Shakhtar Donetsk's Ukrainian forward Mykhaylo Mudryk (L) and Leipzig's Swedish midfielder Emil Forsberg vie for the ball during the UEFA Champions League Group E football match FC Salzburg v AC Milan on September 6, 2022, in Salzburg, Austria. (Photo by Odd ANDERSEN / AFP) (Photo by ODD ANDERSEN/AFP via Getty Images)
Scouts from across Europe have been tracking Mudryk’s performances in the Champions League (Photo: AFP)

“It’s an absolute certainty that he will be playing in the Premier League in the next 12 months,” one senior recruitment source told i.

His pace and work rate have been identified as attributes that will enable him to hit the ground running in England.

Our source said: “He is tailor-made for English football and every club knows it. He ticks every box technically and his age and relative inexperience mean he’s only going to get better.
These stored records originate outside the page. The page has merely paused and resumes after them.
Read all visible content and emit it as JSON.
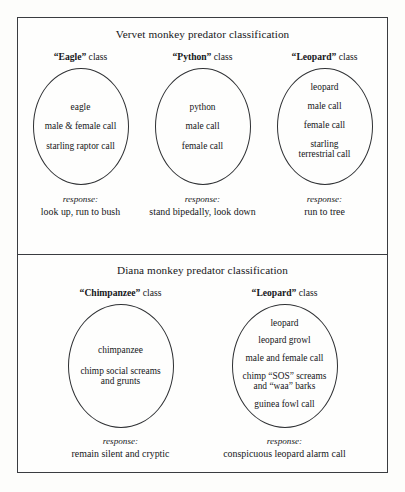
{
  "figure": {
    "panels": [
      {
        "id": "vervet",
        "title": "Vervet monkey predator classification",
        "columns": [
          {
            "class_term": "“Eagle”",
            "class_suffix": " class",
            "bubble_align": "center",
            "items": [
              "eagle",
              "male & female call",
              "starling raptor call"
            ],
            "response_label": "response:",
            "response_text": "look up, run to bush"
          },
          {
            "class_term": "“Python”",
            "class_suffix": " class",
            "bubble_align": "center",
            "items": [
              "python",
              "male call",
              "female call"
            ],
            "response_label": "response:",
            "response_text": "stand bipedally, look down"
          },
          {
            "class_term": "“Leopard”",
            "class_suffix": " class",
            "bubble_align": "top",
            "items": [
              "leopard",
              "male call",
              "female call",
              "starling|terrestrial call"
            ],
            "response_label": "response:",
            "response_text": "run to tree"
          }
        ]
      },
      {
        "id": "diana",
        "title": "Diana monkey predator classification",
        "columns": [
          {
            "class_term": "“Chimpanzee”",
            "class_suffix": " class",
            "bubble_align": "center",
            "items": [
              "chimpanzee",
              "chimp social screams|and grunts"
            ],
            "response_label": "response:",
            "response_text": "remain silent and cryptic"
          },
          {
            "class_term": "“Leopard”",
            "class_suffix": " class",
            "bubble_align": "top",
            "items": [
              "leopard",
              "leopard growl",
              "male and female call",
              "chimp “SOS” screams|and “waa” barks",
              "guinea fowl call"
            ],
            "response_label": "response:",
            "response_text": "conspicuous leopard alarm call"
          }
        ]
      }
    ]
  }
}
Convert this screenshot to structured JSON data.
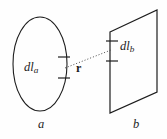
{
  "figure": {
    "background_color": "#fefefe",
    "stroke_color": "#1d1d1d",
    "dotted_color": "#4a4a4a",
    "labels": {
      "dl_a_main": "dl",
      "dl_a_sub": "a",
      "dl_b_main": "dl",
      "dl_b_sub": "b",
      "separation_vector": "r",
      "loop_a": "a",
      "loop_b": "b"
    },
    "shapes": {
      "loop_a": {
        "type": "ellipse",
        "center_x": 40,
        "center_y": 64,
        "radius_x": 27,
        "radius_y": 47
      },
      "loop_b": {
        "type": "parallelogram",
        "points": "110,32 157,10 157,92 110,113"
      },
      "element_a": {
        "type": "segment-ticks",
        "x": 64,
        "y_top": 57,
        "y_bottom": 78,
        "tick_half_width": 6
      },
      "element_b": {
        "type": "segment-ticks",
        "x": 112,
        "y_top": 41,
        "y_bottom": 61,
        "tick_half_width": 6
      },
      "separation_line": {
        "type": "dotted-line",
        "x1": 65,
        "y1": 68,
        "x2": 111,
        "y2": 50
      }
    }
  }
}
“He’s a long way off being the finished article but he’s got all the attributes. He’s undoubtedly one of the most exciting prospects in European football right now.”
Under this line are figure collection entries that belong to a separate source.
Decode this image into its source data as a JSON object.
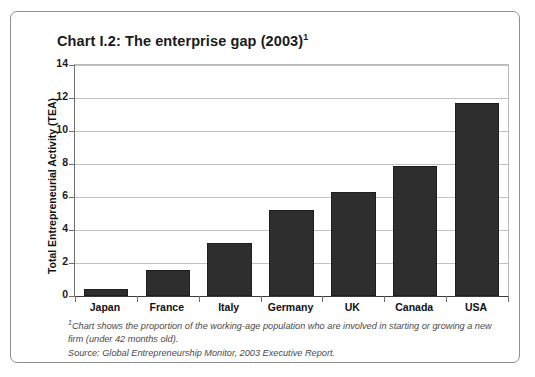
{
  "chart_data": {
    "type": "bar",
    "title": "Chart I.2: The enterprise gap (2003)",
    "title_superscript": "1",
    "categories": [
      "Japan",
      "France",
      "Italy",
      "Germany",
      "UK",
      "Canada",
      "USA"
    ],
    "values": [
      0.4,
      1.6,
      3.2,
      5.2,
      6.3,
      7.9,
      11.7
    ],
    "xlabel": "",
    "ylabel": "Total Entrepreneurial Activity (TEA)",
    "ylim": [
      0,
      14
    ],
    "ytick_values": [
      0,
      2,
      4,
      6,
      8,
      10,
      12,
      14
    ],
    "ytick_labels": [
      "0",
      "2",
      "4",
      "6",
      "8",
      "10",
      "12",
      "14"
    ],
    "grid": true,
    "legend": false,
    "bar_color": "#2e2e2e",
    "gridline_color": "#c2c2c2",
    "axis_color": "#6e6e6e"
  },
  "footnotes": {
    "note_superscript": "1",
    "note": "Chart shows the proportion of the working-age population who are involved in starting or growing a new firm (under 42 months old).",
    "source": "Source: Global Entrepreneurship Monitor, 2003 Executive Report."
  }
}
Brentford’s August bid – late in the transfer window, sensing a moment in time when they might have been able to extricate him from Shakhtar Donetsk – reflected an acknowledgement that he is a player destined for the top, whose upward trajectory may soon bring him to the attention of Europe’s super clubs.

They have been watching, of course. Mudryk truly announced himself with a man of the match performance at the Bernabeu last November, earning a standing ovation from the notoriously difficult to please natives. Real Madrid, inevitably, have featured prominently in any discussions about where he might end up.

But Premier League teams are armed with the funds and wherewithal to pull off significant deals nowadays, and i understands overtures have made to both Shakhtar and the player’s representatives in recent months by a multitude of Premier League clubs. The player too sees a move to England as a “natural” next step, and has said he would be open to an approach from Arsenal.

The window of opportunity for a team without Champions League or Europa League football to try and sign him is going to be vanishingly slim. It’s why it might force the hand of Everton, Newcastle or Brentford to go big in January.